Walk My World: A Musical Turning Point

turning point

I’ve been in and out of the Walk My World Project a bit this year, following when I can and adding when I find time and inspiration. The most recent Learning Event for Walk My World has participants exploring “turning points” in their life — a time when that metaphorical fork was there and you made a choice (or had a choice a made for you).

I suppose Life is made up of these Turning Points, and all the “what ifs” that come with reflecting back. I chose a strange period in my life when the music in me went mostly silent. I had been playing my saxophone and guitar since childhood and teen years, but in my mid-20s, I packed them away.

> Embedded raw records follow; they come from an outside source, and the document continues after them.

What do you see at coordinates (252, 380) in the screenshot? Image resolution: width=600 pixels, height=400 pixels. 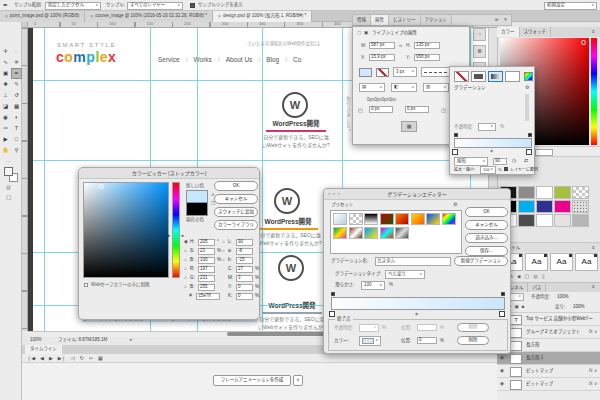 I see `create-frame-animation-button: フレームアニメーションを作成` at bounding box center [252, 380].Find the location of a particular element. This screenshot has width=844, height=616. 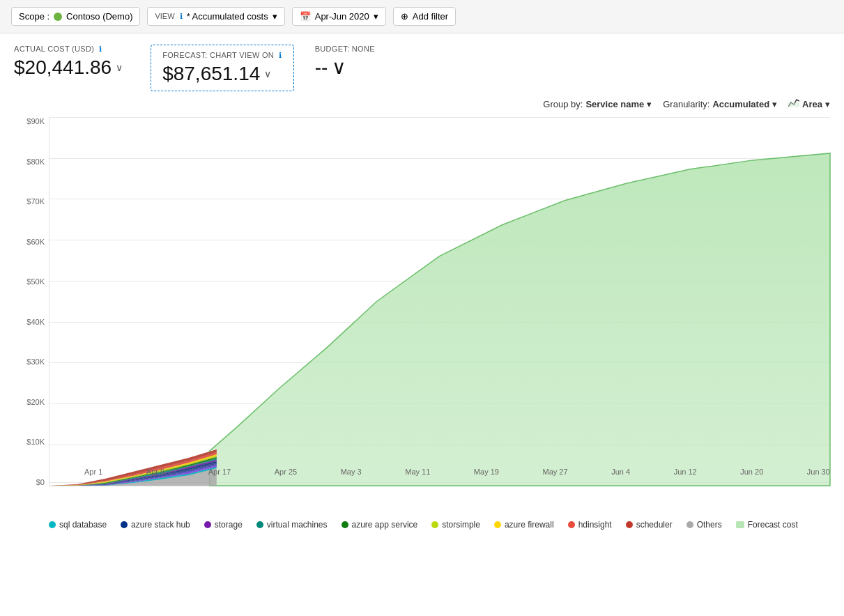

budget-value: -- ∨ is located at coordinates (345, 67).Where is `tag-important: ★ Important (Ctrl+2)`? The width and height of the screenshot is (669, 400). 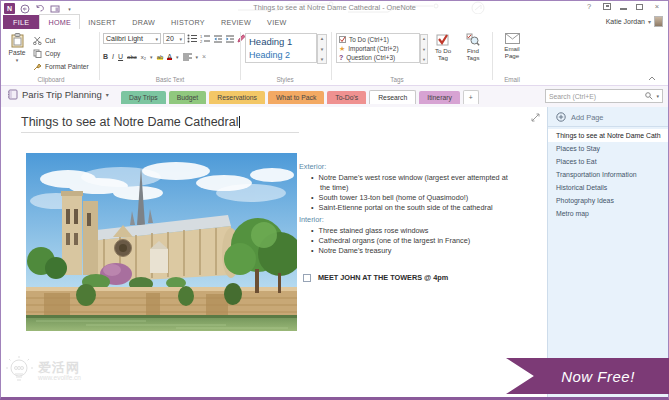 tag-important: ★ Important (Ctrl+2) is located at coordinates (378, 48).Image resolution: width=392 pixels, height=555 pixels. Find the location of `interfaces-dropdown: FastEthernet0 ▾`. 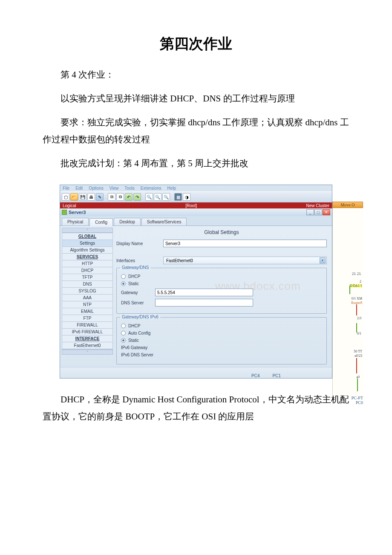

interfaces-dropdown: FastEthernet0 ▾ is located at coordinates (245, 260).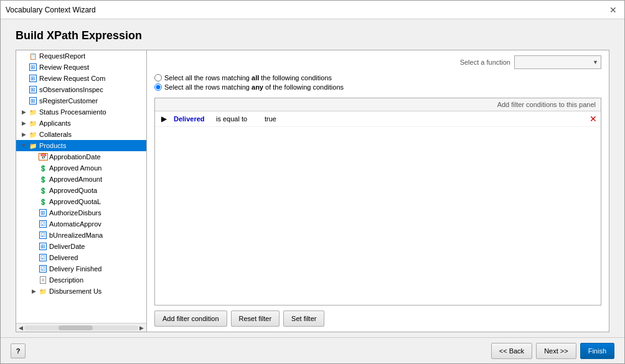 The image size is (625, 364). Describe the element at coordinates (312, 10) in the screenshot. I see `titlebar: Vocabulary Context Wizard ✕` at that location.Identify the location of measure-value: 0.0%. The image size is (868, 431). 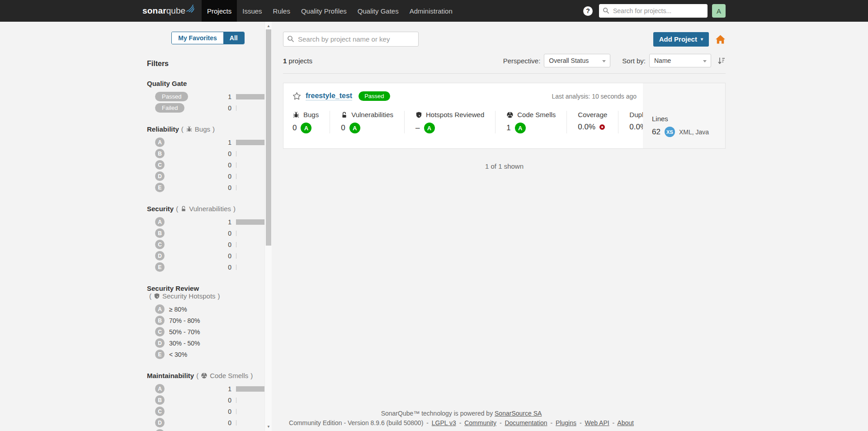
(587, 127).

That was for about 10 years.

I could probably point to all sorts of reasons, from the relationship I was in at the time, to the cramped apartment I was living in, to the confusion about the present and the future, to …. maybe I was just tired of music at that point. Maybe all of the above, with a little swirling action to stir the mix.

What changed that — what became my turning point — was a chance lunch. A colleague at the newspaper where I was working as a journalist was leaving the office to become a self-employed editor, and before he left, I suggested we have lunch. On the day of our lunch, he wasn’t feeling great, but he invited me to his house for coffee. I agreed, and we were hanging out when he brought me up to his “office” in the attic.

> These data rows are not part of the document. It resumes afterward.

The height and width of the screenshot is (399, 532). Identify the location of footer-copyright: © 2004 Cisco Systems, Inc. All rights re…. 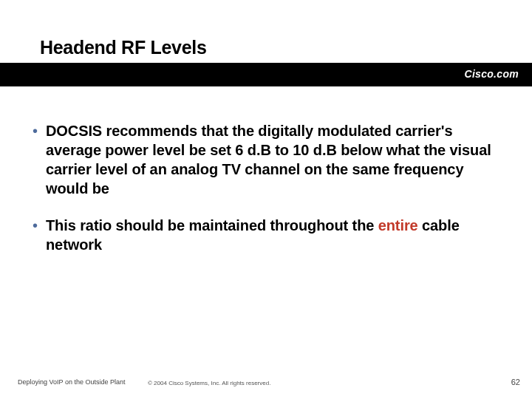
(209, 383).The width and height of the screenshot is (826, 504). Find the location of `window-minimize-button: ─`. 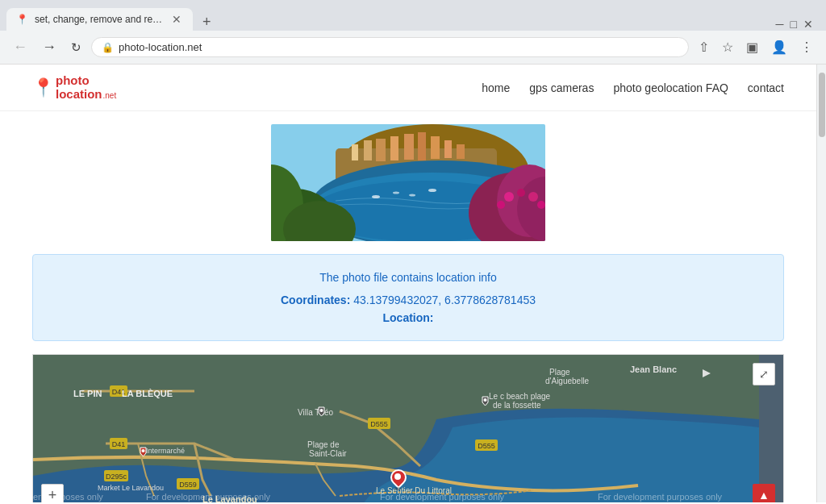

window-minimize-button: ─ is located at coordinates (780, 24). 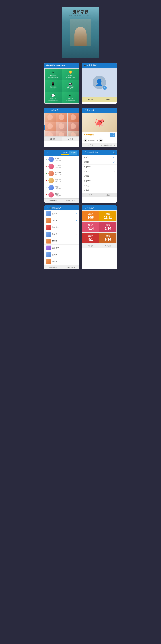 What do you see at coordinates (80, 128) in the screenshot?
I see `row2-panels: › 〈 去电头像库 🖼 图片 🎞 动图` at bounding box center [80, 128].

There, beyond his office area, was an attic full of musical instruments: guitars, bass, keyboard, amplifiers, drums. It was the outline of a band, and it turns out (unknown to either of us) that he was not only a musician, but he was also in the midst of starting a new band. When he found out I once played saxophone, he asked if I wanted to jam.

The rest is history … I did jam and he and I and the drummer have now been playing in various bands for nearly 20 years (we’re in the midst of reforming yet another new band right now as our Duke Rushmore band fell apart last year).

I am grateful for that particularly turning point, because it reminded me of what I loved about making music, and about writing songs, and about playing my saxophone, and about life, too, being more than work and family (though, of course, that is very important) and about having something just of your own.

I’ll never be a professional musician — I not good enough nor am I dedicated enough, and I have long been at peace with that — but I can’t imagine life without it, either. It’s odd now to think of that ten year gap — as if it were another false life being lived at the time, as if I didn’t know who I was or what I was doing.